Thursday, June 2, 2011

QE2, Extended Remix

Ben Bernanke
Brendan Smialowski/Getty Images

For the past six months, the Federal Reserve has been creating money out of thin air at a rate of billions of dollars a day. This will stop later this month, as planned.

In one sense, this will mark the end of the latest round of quantitative easing (QE2), in which the Fed created $600 billion and used the money to buy government bonds.

But ? and this is key ? the Fed is going to leave all that new money out in the world until further notice, by buying new bonds as its existing investments mature. In this sense, the effects of QE2 will continue until the Fed decides to stop buying new bonds.

By the same token, the first round of quantitative easing ? the Fed's purchase of more than $1 trillion of bonds with newly created money ? is still with us, because the Fed has continued buying new bonds to replace those that mature.

In other words, the drastic measures that the Fed has taken in the past few years to lower interest rates and goose the economy aren't winding down. They're still in full force, and will remain in place until further notice.

?

This is how the Fed looks at things. Ben Bernanke said as much at his press conference this spring:

...what matters primarily for interest rates, stock prices, and so on is not the pace of ongoing purchase, but rather the size of the portfolio that the Federal Reserve holds. ... we are going to continue to reinvest maturing securities ...monetary policy easing should essentially remain constant going forward from June.

Eventually, the Fed will decide that the economy has recovered enough to wind down its quantitative easing programs. As Bernanke said at the press conference:

...it's very likely that an early step would be to stop reinvesting all or part of the securities which are ... maturing. But take note that that step, although a relatively modest step, does constitute a policy tightening because it would be lowering the size of our balance sheet and, therefore, would be expected to essentially tighten financial conditions.

But the Fed is unlikely to take that step anytime soon, particularly if the grim economic news we've been hearing this week continues.

Indeed, the Fed may announce to that plans to keep reinvesting the proceeds for some time to come, Bloomberg News notes.

There's a clear precedent for this: For years now, the Fed has been saying that it plans to keep short-term rates extremely low "for an extended period."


## PROBLEM DETAILS
Looking at the listing below, how many lines include "that"? Answer with the number only.

## RECORDS SHOWN
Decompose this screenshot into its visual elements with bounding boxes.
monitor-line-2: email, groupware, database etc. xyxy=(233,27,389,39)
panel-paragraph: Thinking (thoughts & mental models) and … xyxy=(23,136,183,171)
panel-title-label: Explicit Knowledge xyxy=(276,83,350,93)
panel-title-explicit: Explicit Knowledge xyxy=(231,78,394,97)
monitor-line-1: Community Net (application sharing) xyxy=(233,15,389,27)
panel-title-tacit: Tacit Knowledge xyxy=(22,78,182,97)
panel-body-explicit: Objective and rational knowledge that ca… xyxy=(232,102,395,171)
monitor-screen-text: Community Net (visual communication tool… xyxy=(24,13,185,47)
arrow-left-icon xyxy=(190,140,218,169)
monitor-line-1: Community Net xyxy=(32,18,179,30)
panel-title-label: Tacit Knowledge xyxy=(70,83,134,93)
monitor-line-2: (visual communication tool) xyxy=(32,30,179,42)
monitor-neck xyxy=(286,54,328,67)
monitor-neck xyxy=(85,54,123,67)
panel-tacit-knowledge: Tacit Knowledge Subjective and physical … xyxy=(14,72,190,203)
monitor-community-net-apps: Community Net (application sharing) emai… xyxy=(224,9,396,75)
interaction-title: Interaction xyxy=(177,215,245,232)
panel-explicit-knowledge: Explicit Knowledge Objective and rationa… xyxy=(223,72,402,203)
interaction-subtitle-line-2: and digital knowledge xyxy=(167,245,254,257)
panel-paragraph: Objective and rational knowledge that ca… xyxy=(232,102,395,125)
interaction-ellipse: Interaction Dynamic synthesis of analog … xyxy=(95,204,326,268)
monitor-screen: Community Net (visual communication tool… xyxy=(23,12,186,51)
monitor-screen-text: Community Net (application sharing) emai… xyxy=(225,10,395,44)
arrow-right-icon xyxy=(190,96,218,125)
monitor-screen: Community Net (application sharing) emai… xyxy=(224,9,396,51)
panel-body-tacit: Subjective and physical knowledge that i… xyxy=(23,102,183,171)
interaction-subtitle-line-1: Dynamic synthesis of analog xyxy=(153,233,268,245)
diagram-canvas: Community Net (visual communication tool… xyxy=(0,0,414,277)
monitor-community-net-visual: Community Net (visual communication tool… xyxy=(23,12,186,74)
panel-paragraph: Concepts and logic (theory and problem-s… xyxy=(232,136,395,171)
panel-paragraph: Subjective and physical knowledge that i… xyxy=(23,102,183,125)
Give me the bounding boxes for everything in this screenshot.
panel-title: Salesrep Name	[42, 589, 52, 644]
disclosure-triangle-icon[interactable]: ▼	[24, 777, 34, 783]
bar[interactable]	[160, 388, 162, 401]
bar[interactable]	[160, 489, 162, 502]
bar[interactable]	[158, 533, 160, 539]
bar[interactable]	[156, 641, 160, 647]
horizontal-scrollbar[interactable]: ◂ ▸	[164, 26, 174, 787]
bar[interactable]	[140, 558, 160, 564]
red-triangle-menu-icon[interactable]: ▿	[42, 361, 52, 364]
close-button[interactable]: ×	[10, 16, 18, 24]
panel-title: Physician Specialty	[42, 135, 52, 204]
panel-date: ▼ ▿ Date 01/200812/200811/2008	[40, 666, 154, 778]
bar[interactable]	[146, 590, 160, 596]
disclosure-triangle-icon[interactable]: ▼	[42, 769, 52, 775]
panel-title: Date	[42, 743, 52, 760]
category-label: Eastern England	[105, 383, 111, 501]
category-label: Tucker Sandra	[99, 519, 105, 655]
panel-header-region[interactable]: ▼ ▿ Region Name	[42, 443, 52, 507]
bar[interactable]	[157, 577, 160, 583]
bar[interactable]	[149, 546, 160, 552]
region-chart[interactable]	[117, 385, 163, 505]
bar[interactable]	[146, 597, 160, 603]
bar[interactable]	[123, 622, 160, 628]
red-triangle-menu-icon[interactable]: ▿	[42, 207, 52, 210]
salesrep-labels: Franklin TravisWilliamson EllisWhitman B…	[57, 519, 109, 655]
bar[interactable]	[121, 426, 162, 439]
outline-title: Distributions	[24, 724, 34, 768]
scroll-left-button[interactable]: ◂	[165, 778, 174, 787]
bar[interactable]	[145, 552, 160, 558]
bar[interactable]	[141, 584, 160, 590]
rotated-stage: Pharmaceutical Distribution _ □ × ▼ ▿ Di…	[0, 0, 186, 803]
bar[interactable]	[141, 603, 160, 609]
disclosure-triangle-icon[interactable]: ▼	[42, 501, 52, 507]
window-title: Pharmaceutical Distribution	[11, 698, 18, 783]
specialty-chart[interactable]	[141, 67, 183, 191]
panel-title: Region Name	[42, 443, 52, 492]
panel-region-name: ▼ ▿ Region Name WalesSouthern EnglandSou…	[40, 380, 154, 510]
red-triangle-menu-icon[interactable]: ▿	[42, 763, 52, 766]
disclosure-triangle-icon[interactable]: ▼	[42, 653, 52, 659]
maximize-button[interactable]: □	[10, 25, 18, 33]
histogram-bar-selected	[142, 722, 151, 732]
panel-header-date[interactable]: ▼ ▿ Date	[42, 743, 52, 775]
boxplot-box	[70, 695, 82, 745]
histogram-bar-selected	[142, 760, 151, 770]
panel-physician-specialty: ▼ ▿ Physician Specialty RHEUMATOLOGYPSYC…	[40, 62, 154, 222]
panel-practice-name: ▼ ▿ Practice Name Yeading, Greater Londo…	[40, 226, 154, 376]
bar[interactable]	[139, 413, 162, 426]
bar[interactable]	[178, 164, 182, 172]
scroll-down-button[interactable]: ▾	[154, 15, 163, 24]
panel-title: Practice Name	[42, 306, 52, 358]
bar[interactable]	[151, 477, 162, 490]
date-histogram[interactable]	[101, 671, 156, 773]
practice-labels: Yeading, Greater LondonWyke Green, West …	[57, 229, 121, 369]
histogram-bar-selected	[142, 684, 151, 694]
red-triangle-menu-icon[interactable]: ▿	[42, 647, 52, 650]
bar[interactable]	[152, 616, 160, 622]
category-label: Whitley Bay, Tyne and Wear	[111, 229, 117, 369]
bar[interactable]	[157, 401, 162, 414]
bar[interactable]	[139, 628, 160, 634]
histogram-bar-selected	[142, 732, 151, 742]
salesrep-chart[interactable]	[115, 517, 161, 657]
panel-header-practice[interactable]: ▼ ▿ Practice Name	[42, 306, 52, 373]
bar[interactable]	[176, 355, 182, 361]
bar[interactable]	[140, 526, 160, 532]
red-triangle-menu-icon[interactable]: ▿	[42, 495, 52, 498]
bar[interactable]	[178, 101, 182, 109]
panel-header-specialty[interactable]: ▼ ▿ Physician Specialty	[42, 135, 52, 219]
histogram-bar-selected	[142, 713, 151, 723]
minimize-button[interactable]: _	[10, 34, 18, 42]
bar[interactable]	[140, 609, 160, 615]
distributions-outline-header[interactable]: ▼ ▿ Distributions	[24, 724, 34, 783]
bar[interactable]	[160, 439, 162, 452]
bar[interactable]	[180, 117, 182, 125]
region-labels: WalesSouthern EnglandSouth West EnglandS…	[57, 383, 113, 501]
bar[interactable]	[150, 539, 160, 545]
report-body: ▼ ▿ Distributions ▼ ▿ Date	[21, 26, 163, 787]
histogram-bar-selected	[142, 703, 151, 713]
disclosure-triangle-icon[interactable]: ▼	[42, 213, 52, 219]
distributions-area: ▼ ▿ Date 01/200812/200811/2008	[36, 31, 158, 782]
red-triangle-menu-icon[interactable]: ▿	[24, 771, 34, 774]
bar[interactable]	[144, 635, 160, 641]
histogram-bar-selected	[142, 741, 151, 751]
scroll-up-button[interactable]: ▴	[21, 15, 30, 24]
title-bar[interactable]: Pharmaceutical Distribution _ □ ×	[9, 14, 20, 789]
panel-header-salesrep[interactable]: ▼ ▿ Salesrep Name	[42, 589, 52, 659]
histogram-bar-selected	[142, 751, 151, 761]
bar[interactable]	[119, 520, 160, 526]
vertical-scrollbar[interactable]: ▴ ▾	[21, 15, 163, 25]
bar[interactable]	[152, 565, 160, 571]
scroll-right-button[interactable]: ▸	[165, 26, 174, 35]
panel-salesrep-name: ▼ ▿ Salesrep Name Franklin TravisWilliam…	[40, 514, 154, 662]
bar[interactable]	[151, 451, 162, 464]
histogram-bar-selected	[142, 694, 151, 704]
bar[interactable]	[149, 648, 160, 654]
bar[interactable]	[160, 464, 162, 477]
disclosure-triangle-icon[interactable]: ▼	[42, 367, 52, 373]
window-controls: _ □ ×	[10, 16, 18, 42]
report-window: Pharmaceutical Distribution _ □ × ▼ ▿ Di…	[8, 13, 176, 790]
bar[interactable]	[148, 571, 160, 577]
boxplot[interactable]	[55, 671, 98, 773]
* * *
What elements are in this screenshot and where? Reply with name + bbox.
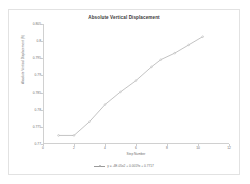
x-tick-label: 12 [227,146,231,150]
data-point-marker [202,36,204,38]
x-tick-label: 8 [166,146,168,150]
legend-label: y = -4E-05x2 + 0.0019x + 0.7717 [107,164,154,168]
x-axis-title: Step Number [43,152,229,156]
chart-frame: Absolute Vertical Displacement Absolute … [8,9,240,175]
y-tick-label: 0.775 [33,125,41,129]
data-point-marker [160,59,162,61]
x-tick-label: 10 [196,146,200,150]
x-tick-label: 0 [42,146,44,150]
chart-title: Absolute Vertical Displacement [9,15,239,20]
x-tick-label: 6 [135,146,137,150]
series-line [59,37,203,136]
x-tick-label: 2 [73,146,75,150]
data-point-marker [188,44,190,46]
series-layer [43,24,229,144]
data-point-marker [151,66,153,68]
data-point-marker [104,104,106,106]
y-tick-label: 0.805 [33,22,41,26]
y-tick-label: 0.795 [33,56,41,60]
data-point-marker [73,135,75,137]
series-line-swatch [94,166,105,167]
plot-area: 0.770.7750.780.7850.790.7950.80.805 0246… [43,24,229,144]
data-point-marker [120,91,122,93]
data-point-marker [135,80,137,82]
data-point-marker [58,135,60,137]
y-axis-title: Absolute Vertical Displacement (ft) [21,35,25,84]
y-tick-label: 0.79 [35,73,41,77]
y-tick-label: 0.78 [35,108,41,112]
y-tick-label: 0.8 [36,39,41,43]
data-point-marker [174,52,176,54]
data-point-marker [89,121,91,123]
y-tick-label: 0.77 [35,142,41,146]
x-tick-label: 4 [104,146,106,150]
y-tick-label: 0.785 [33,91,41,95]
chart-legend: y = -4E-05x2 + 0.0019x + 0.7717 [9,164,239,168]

## REPLY TO THE TASK
4